More frequent border testing and a stand-down period before cleaners can board an international flight after it lands are being mooted as further layers of protection against Covid-19.
The suggestions follow the case of the Auckland airport worker, who appears to have caught the virus after cleaning a plane that arrived on April 10 with a passenger who later tested positive.
An investigation is underway into how the cleaner became infected, and it remains unclear whether they had any person-to-person contact with any of the passengers.
"It's a huge challenge to figure out how they got infected because they were doing all the right things with PPE and being vaccinated," Otago University epidemiologist Professor Michael Baker said.
The cleaner might have brushed past the passenger, who had travelled from Ethiopia via Dubai, on an air bridge, or in the aisle inside the cabin.
Leaving the plane empty for a period of time before it gets serviced might help, Baker said.
"I'm not aware of any recorded examples of aerosols being left in an environment and then infecting someone after a significant delay, so that may just be the change that's needed."
There was also merit in more frequent testing of relevant workers, he said. In NSW, for example, high-risk workers - including airport cleaners - are given a less-invasive saliva test every shift.
"There are almost certainly benefits for both New Zealand and Australia in increasing harmonisation of Covid-19 control measures."
The cleaner, who works for Menzies, is the latest of 15 border-related cases since July last year.
She worked three shifts during their infectious period, and 17 of her 25 close contacts are workplace contacts.
Seven of them have so far tested negative, one is being followed up, and others will be tested on day five.
No further locations of interest have been identified beyond those already released: Westfield St Luke's Mall foodcourt, Bunnings New Lynn, and Movenpick Dominion Road, all on Saturday, April 17.
Baker also implored the Government to set up a system where it could monitor high-risk border workers, including when they are tested, and when they should be tested.
"It's critical to find that higher-risk population. It's got multiple occupational groups, and different groups have different levels of exposure and risk - so it's pretty basic to have that.
The Government can data-match across two registers to see when the 4500-strong MIQ workforce is at work and how often they are tested.
But the Government is reliant on employers to ensure compliance for the 10,000-odd extra border workers who are legally obliged to be tested regularly.
Covid-19 Response Minister Chris Hipkins said there had been not been a system-wide audit of the hundreds of employers at the border to check compliance.
Asked why not, he said: "Just the practicalities and the potential expense involved in doing that ... Ultimately the legal requirement is clear. People need to follow the law here. We don't audit every New Zealander to determine whether or not they are following the law."
He said he is writing to the chief executives of all the agencies working at the border to remind them of their legal obligations.
Hipkins encouraged those who lived with border workers to get vaccinated - so far only 7478 out of 50,000 household contacts of border workers had had two doses of the Pfizer vaccine.
There have been 183,351 doses of the Pfizer vaccine administered as of Tuesday, including 140,580 who had had one shot and 42,771 people - including Hipkins himself - who had had two doses.
He defended the airport protocols that allowed the cleaner to work in the airport's red zone one day and then the green zone on a different day; the worker had also cleaned a plane before it flew to Australia on Monday, the first day of the quarantine-free transtasman bubble.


What is expected:
For the listing underneath, give the count of lines containing the string "mais" and nothing further.

+++ Material provided

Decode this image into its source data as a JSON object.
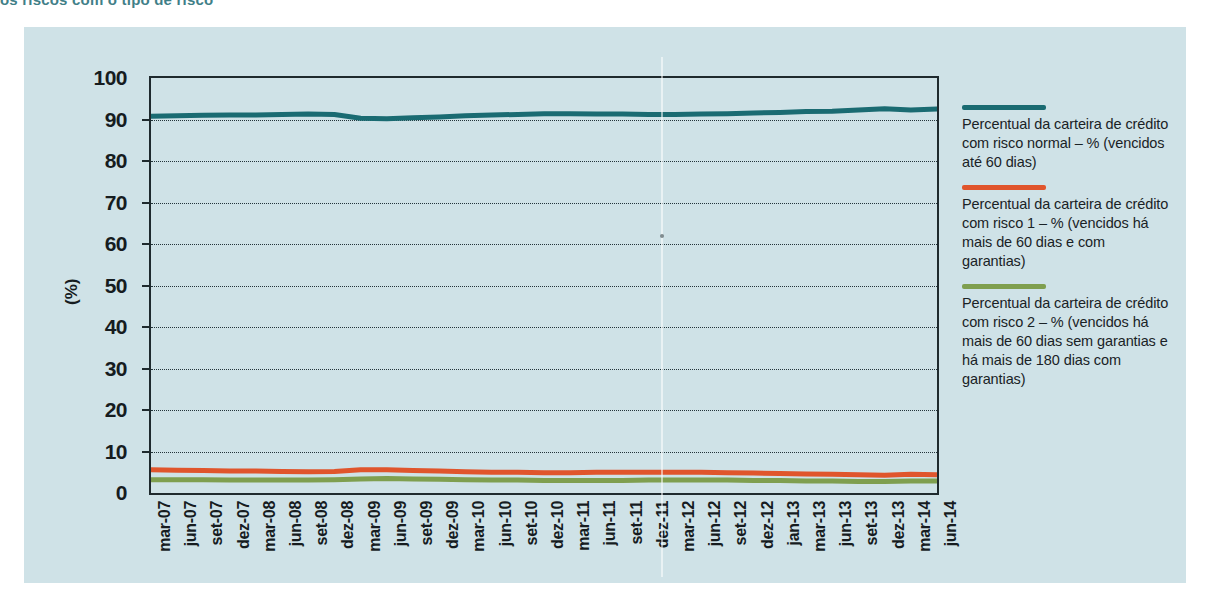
{
  "title": "os riscos com o tipo de risco",
  "colors": {
    "panel_background": "#cfe2e7",
    "series_normal": "#1a6b72",
    "series_risco1": "#e0552c",
    "series_risco2": "#7f9f4f",
    "axis": "#1f2a2e",
    "text": "#161c1f"
  },
  "legend": {
    "entries": [
      {
        "color": "#1a6b72",
        "label": "Percentual da carteira de crédito com risco normal – % (vencidos até 60 dias)"
      },
      {
        "color": "#e0552c",
        "label": "Percentual da carteira de crédito com risco 1 – % (vencidos há mais de 60 dias e com garantias)"
      },
      {
        "color": "#7f9f4f",
        "label": "Percentual da carteira de crédito com risco 2 – % (vencidos há mais de 60 dias sem garantias e há mais de 180 dias com garantias)"
      }
    ]
  },
  "chart_data": {
    "type": "line",
    "title": "",
    "xlabel": "",
    "ylabel": "(%)",
    "ylim": [
      0,
      100
    ],
    "yticks": [
      0,
      10,
      20,
      30,
      40,
      50,
      60,
      70,
      80,
      90,
      100
    ],
    "grid": true,
    "legend_position": "right",
    "categories": [
      "mar-07",
      "jun-07",
      "set-07",
      "dez-07",
      "mar-08",
      "jun-08",
      "set-08",
      "dez-08",
      "mar-09",
      "jun-09",
      "set-09",
      "dez-09",
      "mar-10",
      "jun-10",
      "set-10",
      "dez-10",
      "mar-11",
      "jun-11",
      "set-11",
      "dez-11",
      "mar-12",
      "jun-12",
      "set-12",
      "dez-12",
      "jan-13",
      "mar-13",
      "jun-13",
      "set-13",
      "dez-13",
      "mar-14",
      "jun-14"
    ],
    "series": [
      {
        "name": "Percentual da carteira de crédito com risco normal – % (vencidos até 60 dias)",
        "color": "#1a6b72",
        "values": [
          90.8,
          90.9,
          91.0,
          91.1,
          91.1,
          91.2,
          91.3,
          91.2,
          90.3,
          90.2,
          90.4,
          90.6,
          90.9,
          91.1,
          91.2,
          91.4,
          91.4,
          91.3,
          91.3,
          91.2,
          91.2,
          91.3,
          91.4,
          91.6,
          91.7,
          91.9,
          92.0,
          92.3,
          92.6,
          92.3,
          92.5
        ]
      },
      {
        "name": "Percentual da carteira de crédito com risco 1 – % (vencidos há mais de 60 dias e com garantias)",
        "color": "#e0552c",
        "values": [
          5.6,
          5.5,
          5.4,
          5.3,
          5.3,
          5.2,
          5.1,
          5.2,
          5.6,
          5.6,
          5.4,
          5.3,
          5.1,
          5.0,
          5.0,
          4.9,
          4.9,
          5.0,
          5.0,
          5.0,
          5.0,
          5.0,
          4.9,
          4.8,
          4.7,
          4.6,
          4.5,
          4.4,
          4.3,
          4.5,
          4.4
        ]
      },
      {
        "name": "Percentual da carteira de crédito com risco 2 – % (vencidos há mais de 60 dias sem garantias e há mais de 180 dias com garantias)",
        "color": "#7f9f4f",
        "values": [
          3.2,
          3.2,
          3.2,
          3.1,
          3.1,
          3.1,
          3.1,
          3.2,
          3.4,
          3.5,
          3.4,
          3.3,
          3.2,
          3.1,
          3.1,
          3.0,
          3.0,
          3.0,
          3.0,
          3.1,
          3.1,
          3.1,
          3.1,
          3.0,
          3.0,
          2.9,
          2.9,
          2.8,
          2.8,
          2.9,
          2.9
        ]
      }
    ]
  }
}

++++++

Answer to the exercise:
4